Just an example of what we do know according to Kinzer: after WWII, the Americans hunted down and arrested one General Shiro Ishii, who commanded the ghoulish hellscape known as Unit 731, located in Japanese-occupied Manchuria. Among other human experiments he conducted on Chinese prisoners, including children (like slow roasting people with electricity, or locking them in high-pressure chambers until their eyeballs popped), Ishii infected his victims with botulism, bubonic plague, syphilis, cholera, smallpox, tuberculosis, and myriad other deadly diseases long vanquished by vaccines, and watched them die.

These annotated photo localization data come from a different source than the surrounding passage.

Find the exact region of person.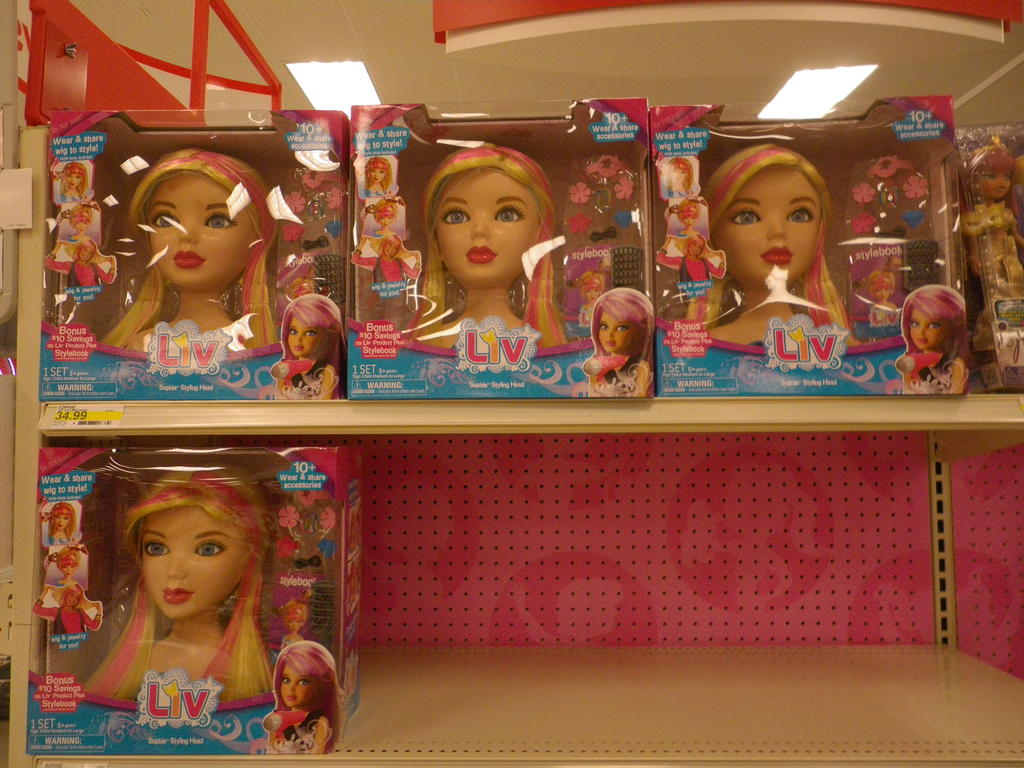
Exact region: [left=658, top=154, right=730, bottom=281].
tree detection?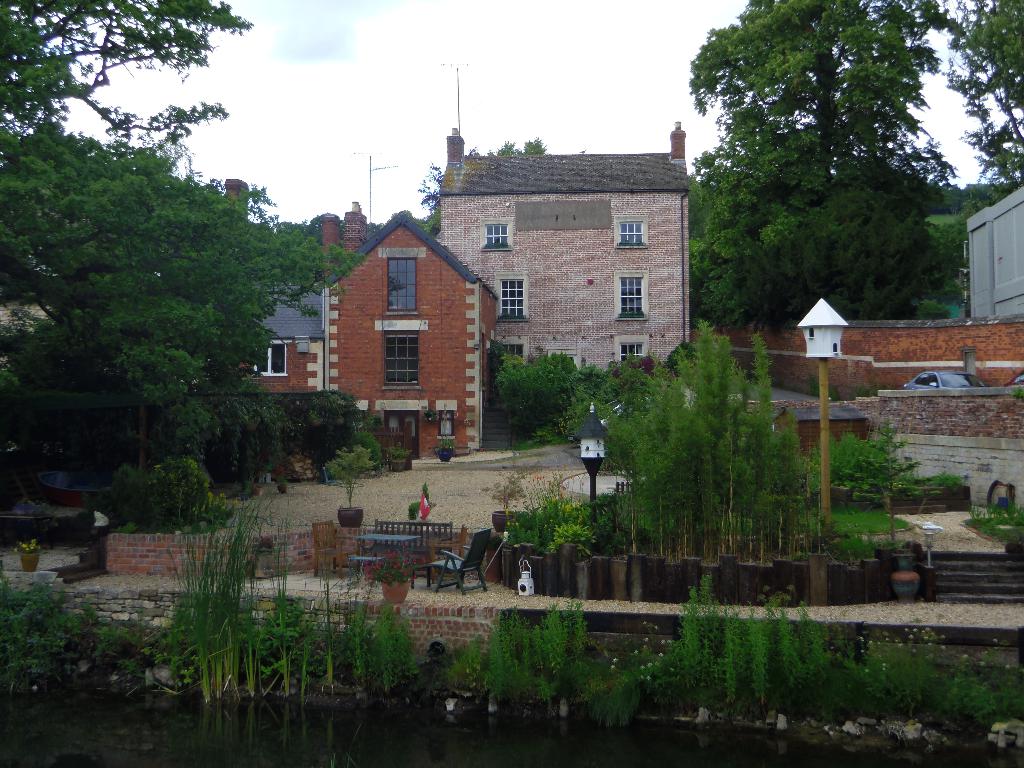
(left=701, top=20, right=1000, bottom=353)
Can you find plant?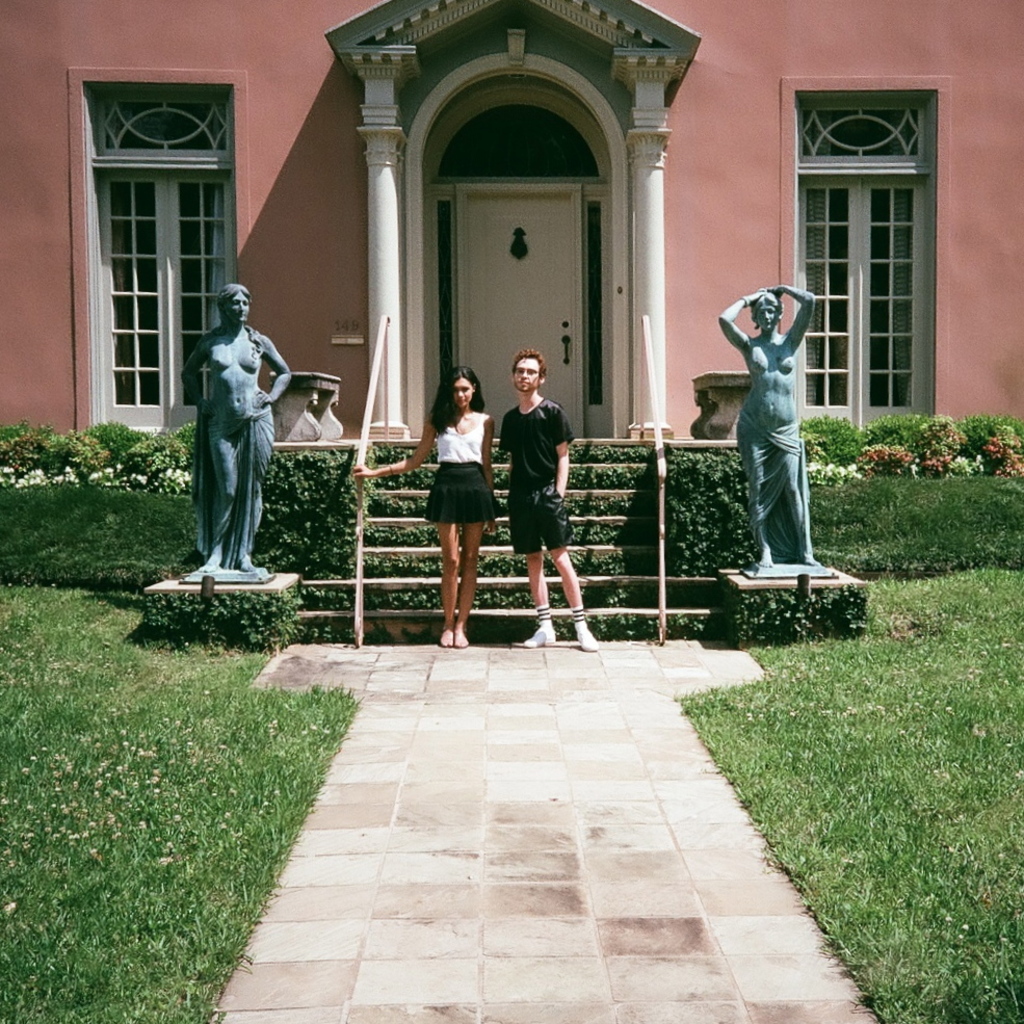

Instead of bringing Ishii to justice, scientists at the secret Army bioweapons program at Camp Detrick, Maryland, “wanted to learn what he knew and were driven by a sense of urgency that overwhelmed whatever moral qualms they might have felt,” wrote Kinzer in Poisoner in Chief. They convinced Gen. Douglas MacArthur to sign a secret decree granting amnesty to Ishii and all who worked with him. He turned over all of this research, which included an untold number of tissue samples taken from people while they were still alive, to the Americans. “Thus did the man responsible for directing the dissection of thousands of living prisoners during wartime, along with those who worked with him, escape punishment.”

The “sunlit” reasoning was likely that the information would be valuable for mounting a defense against enemy germ attacks. But we know from Kinzer’s book that the underworld was experimenting with all kinds of ways of weaponizing pathogens and dispersing them silently over populations, too. They even used unwitting Americans as guinea pigs. 

In 1950, according to Kinzer’s book, scientists from Camp Detrick used a Naval minesweeper off the coast of San Francisco to release harmless but traceable bacteria (it had a red tint) into the air over the city via large aerosol hoses. After six days of this they found that some 800,000 residents in the city, as well as people as far as Oakland were affected. Over the next several weeks, 11 people checked into local hospitals with urinary tract infections, and had drops of red in their urine. One man died. “Doctors were mystified.” Of course they were—because the experiment had not been authorized or known to any local authorities. 

Camp Detrick deemed “Operation Sea Spray” a “success,” knowing that yes, huge swaths of a city could be infected with a silent but deadly germ from a boat sitting off the coast of a major urban center. It would be the first of many such secret “simulations” in U.S. cities through 1969.

To believe that only rogue dictatorships like China might be responsible for weaponizing viruses—like some contend the Chinese were doing in Wuhan, is naive, and frankly dangerous. For decades after the Second World War, Americans who we call “the Greatest Generation” used the sword of righteousness to expand and metastasize the military industrial complex until one hand no longer knew what the other was doing and why, and frankly did not want to. Led by powerful men like CIA Director Allen Dulles, they did diabolical things we believed only possible in science fiction, and more. That this was allowed to go on for so long shows how amazingly useful the power of narrative can be, and how most of us are willing to believe in it at the risk of missing “the Darkside” right behind the mirror.